Donald A. Yerxa
Last night Andrew Delbanco gave the Alexis de Tocqueville Lecture on American Politics at Harvard’s Center for American Politics. His “Abolition and American Culture” was a provocative interdisciplinary assessment of antebellum abolitionists (‘the originals”) that also explored abolition as an enduring American cultural dynamic. Without detracting from the originals’ accomplishments, Delbanco believes that more measured approbation acknowledging the “limits of the abolitionist imagination” is needed. Their sacred rage, uncompromising fervor, and furious certitude, he noted, indeed broadened the horizons of the possible in American society—no small thing! But this needs to be considered in the light of the fact that it took the pragmatic Lincoln and a very bloody Civil War to end slavery.
One of the four scholars Harvard invited to respond to Delbanco was THS board member Wilfred McClay. In the interest of full disclosure, I should say that not only is Bill McClay a dear friend, in my opinion he is one of the finest historical essayists of his generation. And this was an ideal venue for his formidable skills. McClay observed that the Puritan-abolitionist style seems prone to a “strange combination of moral grandeur and nannying coerciveness.” In the main agreeing with Delbanco, McClay stressed the importance of the abolitionists’ millenarian religious fervor: “No religion. No abolitionism; it’s that simple.” And like Delbanco, McClay appreciates that abolitionism is amenable to two formulations. The prophetic moral clarity that single-mindedly has named evil as just that also exhibits overbearing and coercive tendencies that seemingly blind it to “the limits of human intentionality and the abyss of unknowable consequences.”

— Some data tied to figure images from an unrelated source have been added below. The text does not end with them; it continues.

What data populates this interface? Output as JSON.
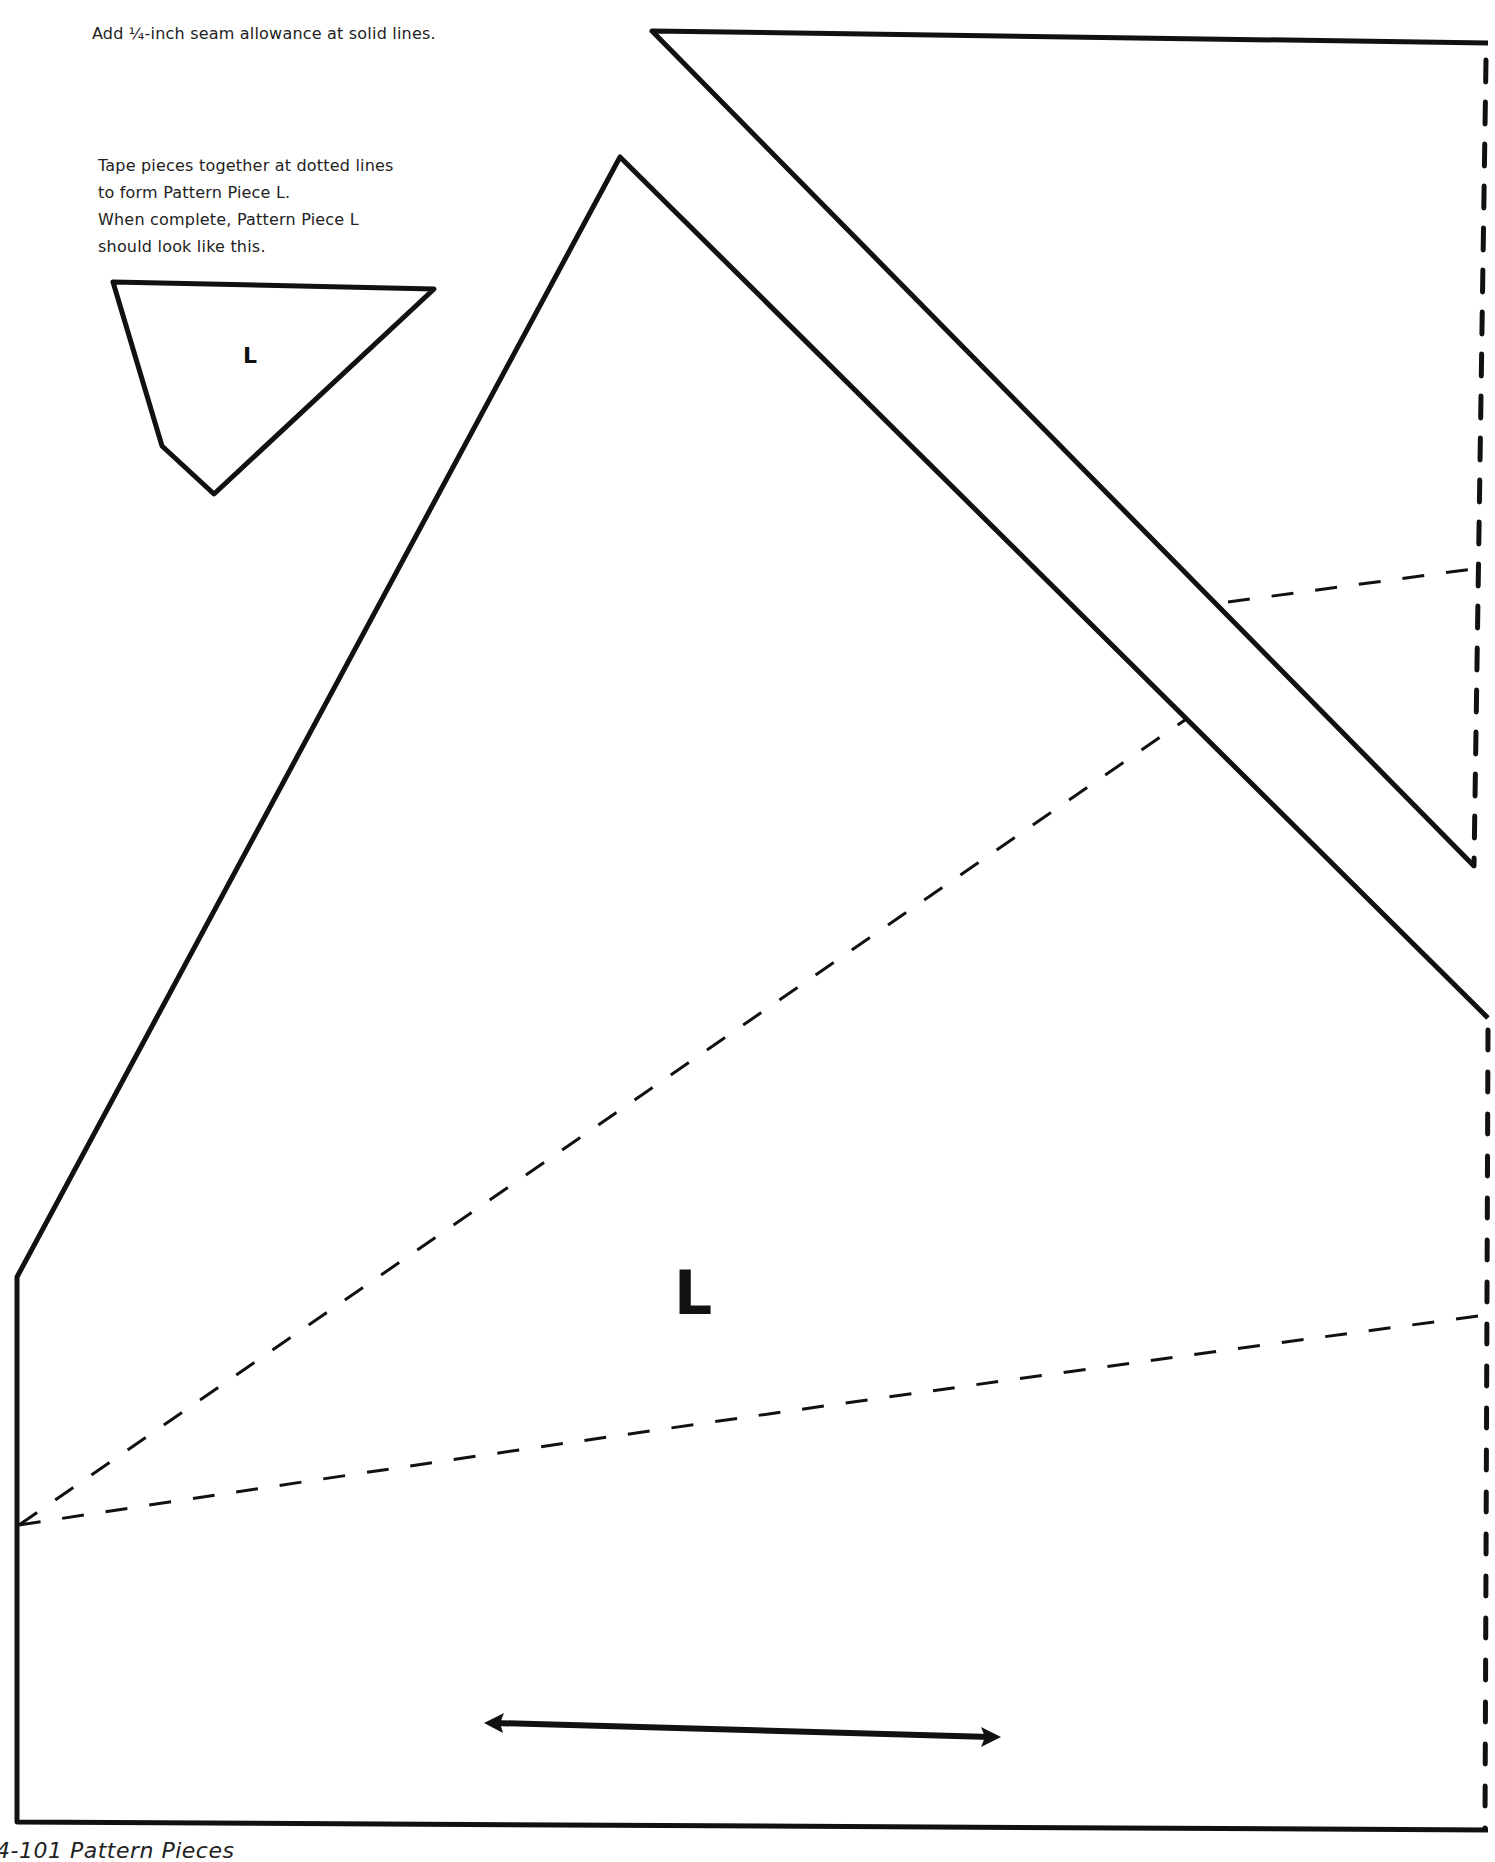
{
  "instructions": {
    "seam_allowance": "Add ¼-inch seam allowance at solid lines.",
    "tape_lines": [
      "Tape pieces together at dotted lines",
      "to form Pattern Piece L.",
      "When complete, Pattern Piece L",
      "should look like this."
    ]
  },
  "preview_piece": {
    "label": "L"
  },
  "main_piece": {
    "label": "L",
    "grainline": "double-headed arrow"
  },
  "caption": "4-101  Pattern Pieces",
  "colors": {
    "line": "#111111",
    "background": "#ffffff",
    "text": "#222222"
  }
}
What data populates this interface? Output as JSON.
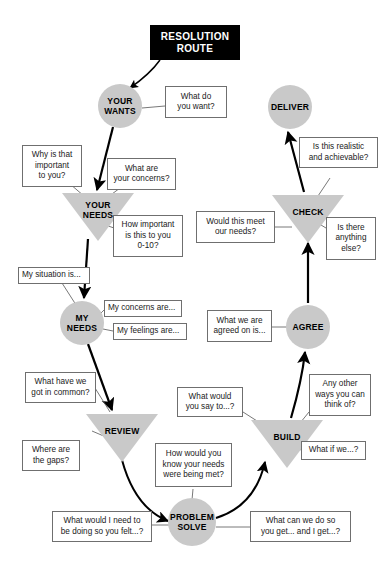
{
  "diagram": {
    "title": "RESOLUTION\nROUTE",
    "colors": {
      "node_fill": "#c9c9c9",
      "title_bg": "#000000",
      "title_text": "#ffffff",
      "callout_border": "#6f6f6f",
      "line": "#000000"
    },
    "nodes": [
      {
        "id": "your-wants",
        "label": "YOUR\nWANTS",
        "shape": "circle"
      },
      {
        "id": "your-needs",
        "label": "YOUR\nNEEDS",
        "shape": "triangle"
      },
      {
        "id": "my-needs",
        "label": "MY\nNEEDS",
        "shape": "circle"
      },
      {
        "id": "review",
        "label": "REVIEW",
        "shape": "triangle"
      },
      {
        "id": "problem-solve",
        "label": "PROBLEM\nSOLVE",
        "shape": "circle"
      },
      {
        "id": "build",
        "label": "BUILD",
        "shape": "triangle"
      },
      {
        "id": "agree",
        "label": "AGREE",
        "shape": "circle"
      },
      {
        "id": "check",
        "label": "CHECK",
        "shape": "triangle"
      },
      {
        "id": "deliver",
        "label": "DELIVER",
        "shape": "circle"
      }
    ],
    "callouts": [
      {
        "id": "what-do-you-want",
        "text": "What do\nyou want?"
      },
      {
        "id": "why-important",
        "text": "Why is that\nimportant\nto you?"
      },
      {
        "id": "what-are-concerns",
        "text": "What are\nyour concerns?"
      },
      {
        "id": "how-important-0-10",
        "text": "How important\nis this to you\n0-10?"
      },
      {
        "id": "my-situation",
        "text": "My situation is..."
      },
      {
        "id": "my-concerns",
        "text": "My concerns are..."
      },
      {
        "id": "my-feelings",
        "text": "My feelings are..."
      },
      {
        "id": "what-in-common",
        "text": "What have we\ngot in common?"
      },
      {
        "id": "where-are-gaps",
        "text": "Where are\nthe gaps?"
      },
      {
        "id": "how-know-needs-met",
        "text": "How would you\nknow your needs\nwere being met?"
      },
      {
        "id": "what-would-i-need",
        "text": "What would I need to\nbe doing so you felt...?"
      },
      {
        "id": "what-can-we-do",
        "text": "What can we do so\nyou get... and I get...?"
      },
      {
        "id": "what-would-you-say",
        "text": "What would\nyou say to...?"
      },
      {
        "id": "any-other-ways",
        "text": "Any other\nways you can\nthink of?"
      },
      {
        "id": "what-if-we",
        "text": "What if we...?"
      },
      {
        "id": "what-agreed-on",
        "text": "What we are\nagreed on is..."
      },
      {
        "id": "would-this-meet",
        "text": "Would this meet\nour needs?"
      },
      {
        "id": "anything-else",
        "text": "Is there\nanything\nelse?"
      },
      {
        "id": "realistic-achievable",
        "text": "Is this realistic\nand achievable?"
      }
    ]
  }
}
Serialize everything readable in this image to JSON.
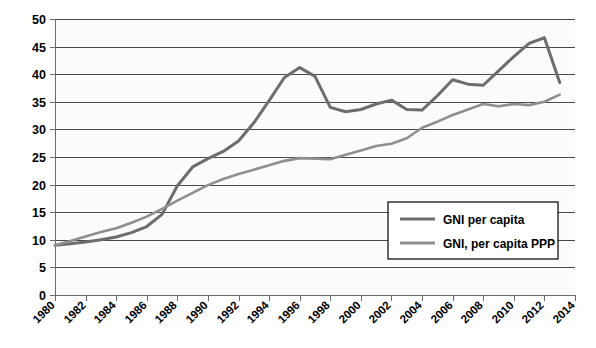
{
  "chart_data": {
    "type": "line",
    "title": "",
    "xlabel": "",
    "ylabel": "",
    "xlim": [
      1980,
      2014
    ],
    "ylim": [
      0,
      50
    ],
    "grid": true,
    "legend_position": "bottom-right",
    "x": [
      1980,
      1981,
      1982,
      1983,
      1984,
      1985,
      1986,
      1987,
      1988,
      1989,
      1990,
      1991,
      1992,
      1993,
      1994,
      1995,
      1996,
      1997,
      1998,
      1999,
      2000,
      2001,
      2002,
      2003,
      2004,
      2005,
      2006,
      2007,
      2008,
      2009,
      2010,
      2011,
      2012,
      2013
    ],
    "xticks": [
      "1980",
      "1982",
      "1984",
      "1986",
      "1988",
      "1990",
      "1992",
      "1994",
      "1996",
      "1998",
      "2000",
      "2002",
      "2004",
      "2006",
      "2008",
      "2010",
      "2012",
      "2014"
    ],
    "yticks": [
      "0",
      "5",
      "10",
      "15",
      "20",
      "25",
      "30",
      "35",
      "40",
      "45",
      "50"
    ],
    "series": [
      {
        "name": "GNI per capita",
        "color": "#6d6d6d",
        "values": [
          9.0,
          9.3,
          9.6,
          10.0,
          10.5,
          11.3,
          12.4,
          14.6,
          19.8,
          23.2,
          24.7,
          26.0,
          27.9,
          31.2,
          35.2,
          39.4,
          41.2,
          39.6,
          34.0,
          33.2,
          33.6,
          34.6,
          35.3,
          33.6,
          33.5,
          36.1,
          39.0,
          38.2,
          38.0,
          40.6,
          43.2,
          45.6,
          46.6,
          38.5
        ]
      },
      {
        "name": "GNI, per capita PPP",
        "color": "#8f8f8f",
        "values": [
          9.0,
          9.8,
          10.6,
          11.4,
          12.1,
          13.1,
          14.2,
          15.6,
          17.1,
          18.5,
          19.9,
          21.0,
          21.9,
          22.7,
          23.5,
          24.3,
          24.8,
          24.7,
          24.6,
          25.4,
          26.2,
          27.0,
          27.4,
          28.4,
          30.3,
          31.4,
          32.6,
          33.6,
          34.6,
          34.2,
          34.6,
          34.4,
          35.0,
          36.3
        ]
      }
    ],
    "legend": [
      {
        "label": "GNI per capita",
        "color": "#6d6d6d"
      },
      {
        "label": "GNI, per capita PPP",
        "color": "#8f8f8f"
      }
    ]
  }
}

It was not hard to imagine Reinhold Niebuhr looking down on the proceedings last night at Harvard with a smile. And I was also reminded of David Brion Davis’s claim that history is a kind of moral philosophy, teaching by example. Single-minded devotion to noble ends stirs the moral imagination, but it also breeds a moral certitude that flirts with godlike mastery, which in some religious traditions is humanity’s besetting—even "original"?—sin. Much to ponder not only as we reflect on the 19th-century American experience, but also as we consider our present state of affairs.